William Dawson
In 1893 Antonin Dvorak, teaching in New York City, predicted that a “great and noble school” of American classical music would arise from America’s “Negro melodies.” Dvorak’s prophecy was instantly controversial and influential.
But the black musical motherlode migrated to popular genres known throughout the world. American classical music stayed white. The reasons are both obvious and not.
This is the topic of my book-in-progress Dvorak’s Prophecy. In the current issue of The American Scholar, I encapsulate my findings. I identify two factors: institutional racism (obvious) and modernism (not so obvious).
What’s the pertinence of Aaron Copland’s poor opinion of “Mr. Gershwin’s jazz”? Of Virgil Thomson’s view that American folk music was fundamentally white? Of Leopold Stokowski’s credible assertion that William Dawson’s Negro Folk Symphony (1934) marked “a wonderful development in American music”? And whatever happened to that formidable symphony, greeted by one eminent critic as “the most distinctive and promising American symphonic proclamation which has so far been achieved”?
Here’s a taste of my article:
“The reigning paradigm for a modernist ‘American school’ had no more use for sorrow songs than for Gershwin or Ives, not to mention the ‘black’ symphonies of Still, Price, or Dawson. The same fate would have befallen the most popular, most iconic American concert work – Rhapsody in Blue– if Paul Rosenfeld had held sway. Writing in The New Republic, the high priest of American musical modernism detected in Gershwin the Russian Jew a ‘weakness of spirit, possibly as a consequence of the circumstance that the new world attracted the less stable types.’ Rosenfeld vastly preferred the ersatz Piano Concerto that Copland produced two years after Gershwin’s ‘hash derivative’ Rhapsody. Elevated by Copland, jazz had at last ‘borne music.’
I conclude:
“Does William Dawson’s Negro Folk Symphony signify an ephemeral footnote or a crucial squandered opportunity? In the history of twentieth century American music, the black musical motherlode migrated to popular genres with magnificent results – in part through natural affinity; in part because it was pushed. Might American classical music have canonized, in parallel, an ‘American school’ based in the black vernacular? I believe we may be about to find out.”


THE PROBLEM: Your task is to set down the records below again, exactly.

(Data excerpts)
━━━━
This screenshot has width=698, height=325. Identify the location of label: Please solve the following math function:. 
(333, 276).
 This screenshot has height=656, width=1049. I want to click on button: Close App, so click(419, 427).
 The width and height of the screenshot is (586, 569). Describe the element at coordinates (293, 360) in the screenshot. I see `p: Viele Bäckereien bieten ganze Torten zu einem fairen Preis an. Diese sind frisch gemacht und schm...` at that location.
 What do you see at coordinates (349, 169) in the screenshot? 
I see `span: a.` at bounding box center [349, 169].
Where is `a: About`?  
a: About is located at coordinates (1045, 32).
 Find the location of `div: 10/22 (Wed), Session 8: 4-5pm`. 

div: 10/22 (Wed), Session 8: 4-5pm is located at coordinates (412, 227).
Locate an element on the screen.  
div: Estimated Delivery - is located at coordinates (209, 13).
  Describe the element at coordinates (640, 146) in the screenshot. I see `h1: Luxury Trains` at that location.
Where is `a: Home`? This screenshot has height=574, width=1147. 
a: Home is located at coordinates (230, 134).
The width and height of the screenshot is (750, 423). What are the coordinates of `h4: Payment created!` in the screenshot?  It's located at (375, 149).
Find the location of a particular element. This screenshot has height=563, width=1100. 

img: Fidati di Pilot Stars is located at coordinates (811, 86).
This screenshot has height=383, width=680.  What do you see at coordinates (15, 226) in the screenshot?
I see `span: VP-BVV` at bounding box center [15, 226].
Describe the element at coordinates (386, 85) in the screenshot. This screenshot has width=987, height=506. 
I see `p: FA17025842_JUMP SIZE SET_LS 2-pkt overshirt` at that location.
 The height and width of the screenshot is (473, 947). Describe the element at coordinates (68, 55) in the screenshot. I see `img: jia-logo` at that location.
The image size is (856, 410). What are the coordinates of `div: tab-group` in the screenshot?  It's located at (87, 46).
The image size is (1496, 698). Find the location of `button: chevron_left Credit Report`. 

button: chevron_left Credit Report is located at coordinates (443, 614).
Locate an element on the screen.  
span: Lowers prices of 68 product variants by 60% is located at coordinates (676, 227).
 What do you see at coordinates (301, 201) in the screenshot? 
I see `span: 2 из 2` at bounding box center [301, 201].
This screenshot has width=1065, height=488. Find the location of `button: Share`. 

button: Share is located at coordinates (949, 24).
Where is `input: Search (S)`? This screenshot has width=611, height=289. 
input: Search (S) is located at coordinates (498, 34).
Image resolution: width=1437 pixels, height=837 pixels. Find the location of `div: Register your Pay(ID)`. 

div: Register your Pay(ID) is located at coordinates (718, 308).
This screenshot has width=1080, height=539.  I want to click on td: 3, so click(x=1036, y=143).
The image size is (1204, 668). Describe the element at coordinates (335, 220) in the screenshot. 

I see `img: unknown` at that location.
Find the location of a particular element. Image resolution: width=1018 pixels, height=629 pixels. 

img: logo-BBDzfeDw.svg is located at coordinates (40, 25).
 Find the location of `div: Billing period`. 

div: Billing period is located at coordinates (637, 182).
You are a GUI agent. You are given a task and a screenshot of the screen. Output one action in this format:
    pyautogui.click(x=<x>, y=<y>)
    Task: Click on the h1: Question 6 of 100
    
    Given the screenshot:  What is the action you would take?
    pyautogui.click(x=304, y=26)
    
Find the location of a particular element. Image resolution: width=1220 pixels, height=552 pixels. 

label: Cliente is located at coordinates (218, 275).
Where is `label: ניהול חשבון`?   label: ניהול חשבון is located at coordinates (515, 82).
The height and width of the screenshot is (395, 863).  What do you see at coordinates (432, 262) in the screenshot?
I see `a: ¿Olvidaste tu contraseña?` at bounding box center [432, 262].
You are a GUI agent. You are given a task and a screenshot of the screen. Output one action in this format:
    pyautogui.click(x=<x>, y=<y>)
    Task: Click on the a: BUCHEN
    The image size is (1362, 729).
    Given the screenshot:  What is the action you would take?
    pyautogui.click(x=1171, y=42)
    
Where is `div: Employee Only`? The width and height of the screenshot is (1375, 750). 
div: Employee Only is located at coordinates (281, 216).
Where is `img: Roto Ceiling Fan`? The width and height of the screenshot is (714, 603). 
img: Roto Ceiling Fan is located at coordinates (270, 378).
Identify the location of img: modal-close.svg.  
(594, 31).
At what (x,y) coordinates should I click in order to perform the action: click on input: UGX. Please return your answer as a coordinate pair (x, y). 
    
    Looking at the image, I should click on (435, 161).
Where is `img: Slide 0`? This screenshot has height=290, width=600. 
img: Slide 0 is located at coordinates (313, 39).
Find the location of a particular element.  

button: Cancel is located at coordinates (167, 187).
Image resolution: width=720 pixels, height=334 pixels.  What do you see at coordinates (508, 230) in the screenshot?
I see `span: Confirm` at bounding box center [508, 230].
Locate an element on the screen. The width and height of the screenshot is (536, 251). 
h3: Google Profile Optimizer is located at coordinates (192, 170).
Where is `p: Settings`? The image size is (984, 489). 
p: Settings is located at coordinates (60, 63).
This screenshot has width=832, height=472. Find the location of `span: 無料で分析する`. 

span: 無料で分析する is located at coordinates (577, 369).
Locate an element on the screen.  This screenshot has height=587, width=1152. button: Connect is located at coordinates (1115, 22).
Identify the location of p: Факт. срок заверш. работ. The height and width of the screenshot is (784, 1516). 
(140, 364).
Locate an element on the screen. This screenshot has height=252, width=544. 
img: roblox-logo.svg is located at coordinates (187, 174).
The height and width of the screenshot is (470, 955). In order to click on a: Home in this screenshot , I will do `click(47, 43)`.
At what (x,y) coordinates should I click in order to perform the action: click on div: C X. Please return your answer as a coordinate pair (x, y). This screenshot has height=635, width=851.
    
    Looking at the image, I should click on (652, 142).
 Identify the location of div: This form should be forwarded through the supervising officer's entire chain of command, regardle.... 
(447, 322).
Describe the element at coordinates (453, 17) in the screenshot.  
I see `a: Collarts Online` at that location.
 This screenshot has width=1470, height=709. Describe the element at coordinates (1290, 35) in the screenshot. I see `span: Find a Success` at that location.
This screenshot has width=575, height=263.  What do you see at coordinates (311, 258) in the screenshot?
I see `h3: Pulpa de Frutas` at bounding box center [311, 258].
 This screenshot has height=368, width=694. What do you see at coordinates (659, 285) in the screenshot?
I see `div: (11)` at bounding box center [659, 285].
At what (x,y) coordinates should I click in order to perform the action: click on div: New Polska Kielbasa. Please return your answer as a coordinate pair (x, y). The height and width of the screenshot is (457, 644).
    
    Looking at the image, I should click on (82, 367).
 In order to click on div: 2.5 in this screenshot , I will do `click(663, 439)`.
━━━━
ANSWER AREA:
This screenshot has width=698, height=325. Identify the location of label: Please solve the following math function:. 
(333, 276).
 This screenshot has height=656, width=1049. I want to click on button: Close App, so click(419, 427).
 The width and height of the screenshot is (586, 569). Describe the element at coordinates (293, 360) in the screenshot. I see `p: Viele Bäckereien bieten ganze Torten zu einem fairen Preis an. Diese sind frisch gemacht und schm...` at that location.
 What do you see at coordinates (349, 169) in the screenshot? 
I see `span: a.` at bounding box center [349, 169].
Where is `a: About`?  
a: About is located at coordinates (1045, 32).
 Find the location of `div: 10/22 (Wed), Session 8: 4-5pm`. 

div: 10/22 (Wed), Session 8: 4-5pm is located at coordinates (412, 227).
Locate an element on the screen.  
div: Estimated Delivery - is located at coordinates (209, 13).
  Describe the element at coordinates (640, 146) in the screenshot. I see `h1: Luxury Trains` at that location.
Where is `a: Home`? This screenshot has height=574, width=1147. 
a: Home is located at coordinates (230, 134).
The width and height of the screenshot is (750, 423). What are the coordinates of `h4: Payment created!` in the screenshot?  It's located at (375, 149).
Find the location of a particular element. This screenshot has height=563, width=1100. 

img: Fidati di Pilot Stars is located at coordinates (811, 86).
This screenshot has height=383, width=680.  What do you see at coordinates (15, 226) in the screenshot?
I see `span: VP-BVV` at bounding box center [15, 226].
Describe the element at coordinates (386, 85) in the screenshot. This screenshot has width=987, height=506. 
I see `p: FA17025842_JUMP SIZE SET_LS 2-pkt overshirt` at that location.
 The height and width of the screenshot is (473, 947). Describe the element at coordinates (68, 55) in the screenshot. I see `img: jia-logo` at that location.
The image size is (856, 410). What are the coordinates of `div: tab-group` in the screenshot?  It's located at (87, 46).
The image size is (1496, 698). Find the location of `button: chevron_left Credit Report`. 

button: chevron_left Credit Report is located at coordinates (443, 614).
Locate an element on the screen.  
span: Lowers prices of 68 product variants by 60% is located at coordinates (676, 227).
 What do you see at coordinates (301, 201) in the screenshot? 
I see `span: 2 из 2` at bounding box center [301, 201].
This screenshot has width=1065, height=488. Find the location of `button: Share`. 

button: Share is located at coordinates (949, 24).
Where is `input: Search (S)`? This screenshot has width=611, height=289. 
input: Search (S) is located at coordinates (498, 34).
Image resolution: width=1437 pixels, height=837 pixels. Find the location of `div: Register your Pay(ID)`. 

div: Register your Pay(ID) is located at coordinates (718, 308).
This screenshot has width=1080, height=539.  I want to click on td: 3, so click(x=1036, y=143).
The image size is (1204, 668). Describe the element at coordinates (335, 220) in the screenshot. 

I see `img: unknown` at that location.
Find the location of a particular element. Image resolution: width=1018 pixels, height=629 pixels. 

img: logo-BBDzfeDw.svg is located at coordinates (40, 25).
 Find the location of `div: Billing period`. 

div: Billing period is located at coordinates (637, 182).
You are a GUI agent. You are given a task and a screenshot of the screen. Output one action in this format:
    pyautogui.click(x=<x>, y=<y>)
    Task: Click on the h1: Question 6 of 100
    
    Given the screenshot:  What is the action you would take?
    pyautogui.click(x=304, y=26)
    
Find the location of a particular element. Image resolution: width=1220 pixels, height=552 pixels. 

label: Cliente is located at coordinates (218, 275).
Where is `label: ניהול חשבון`?   label: ניהול חשבון is located at coordinates (515, 82).
The height and width of the screenshot is (395, 863).  What do you see at coordinates (432, 262) in the screenshot?
I see `a: ¿Olvidaste tu contraseña?` at bounding box center [432, 262].
You are a GUI agent. You are given a task and a screenshot of the screen. Output one action in this format:
    pyautogui.click(x=<x>, y=<y>)
    Task: Click on the a: BUCHEN
    The image size is (1362, 729).
    Given the screenshot:  What is the action you would take?
    pyautogui.click(x=1171, y=42)
    
Where is `div: Employee Only`? The width and height of the screenshot is (1375, 750). 
div: Employee Only is located at coordinates (281, 216).
Where is `img: Roto Ceiling Fan`? The width and height of the screenshot is (714, 603). 
img: Roto Ceiling Fan is located at coordinates (270, 378).
Identify the location of img: modal-close.svg.  
(594, 31).
At what (x,y) coordinates should I click in order to perform the action: click on input: UGX. Please return your answer as a coordinate pair (x, y). 
    
    Looking at the image, I should click on (435, 161).
Where is `img: Slide 0`? This screenshot has height=290, width=600. 
img: Slide 0 is located at coordinates (313, 39).
Find the location of a particular element.  

button: Cancel is located at coordinates (167, 187).
Image resolution: width=720 pixels, height=334 pixels.  What do you see at coordinates (508, 230) in the screenshot?
I see `span: Confirm` at bounding box center [508, 230].
Locate an element on the screen. The width and height of the screenshot is (536, 251). 
h3: Google Profile Optimizer is located at coordinates (192, 170).
Where is `p: Settings`? The image size is (984, 489). 
p: Settings is located at coordinates (60, 63).
This screenshot has width=832, height=472. Find the location of `span: 無料で分析する`. 

span: 無料で分析する is located at coordinates (577, 369).
Locate an element on the screen.  This screenshot has height=587, width=1152. button: Connect is located at coordinates (1115, 22).
Identify the location of p: Факт. срок заверш. работ. The height and width of the screenshot is (784, 1516). 
(140, 364).
Locate an element on the screen. This screenshot has height=252, width=544. 
img: roblox-logo.svg is located at coordinates (187, 174).
The height and width of the screenshot is (470, 955). In order to click on a: Home in this screenshot , I will do `click(47, 43)`.
At what (x,y) coordinates should I click in order to perform the action: click on div: C X. Please return your answer as a coordinate pair (x, y). This screenshot has height=635, width=851.
    
    Looking at the image, I should click on (652, 142).
 Identify the location of div: This form should be forwarded through the supervising officer's entire chain of command, regardle.... 
(447, 322).
Describe the element at coordinates (453, 17) in the screenshot.  
I see `a: Collarts Online` at that location.
 This screenshot has width=1470, height=709. Describe the element at coordinates (1290, 35) in the screenshot. I see `span: Find a Success` at that location.
This screenshot has width=575, height=263.  What do you see at coordinates (311, 258) in the screenshot?
I see `h3: Pulpa de Frutas` at bounding box center [311, 258].
 This screenshot has height=368, width=694. What do you see at coordinates (659, 285) in the screenshot?
I see `div: (11)` at bounding box center [659, 285].
At what (x,y) coordinates should I click in order to perform the action: click on div: New Polska Kielbasa. Please return your answer as a coordinate pair (x, y). The height and width of the screenshot is (457, 644).
    
    Looking at the image, I should click on (82, 367).
 In order to click on div: 2.5 in this screenshot , I will do `click(663, 439)`.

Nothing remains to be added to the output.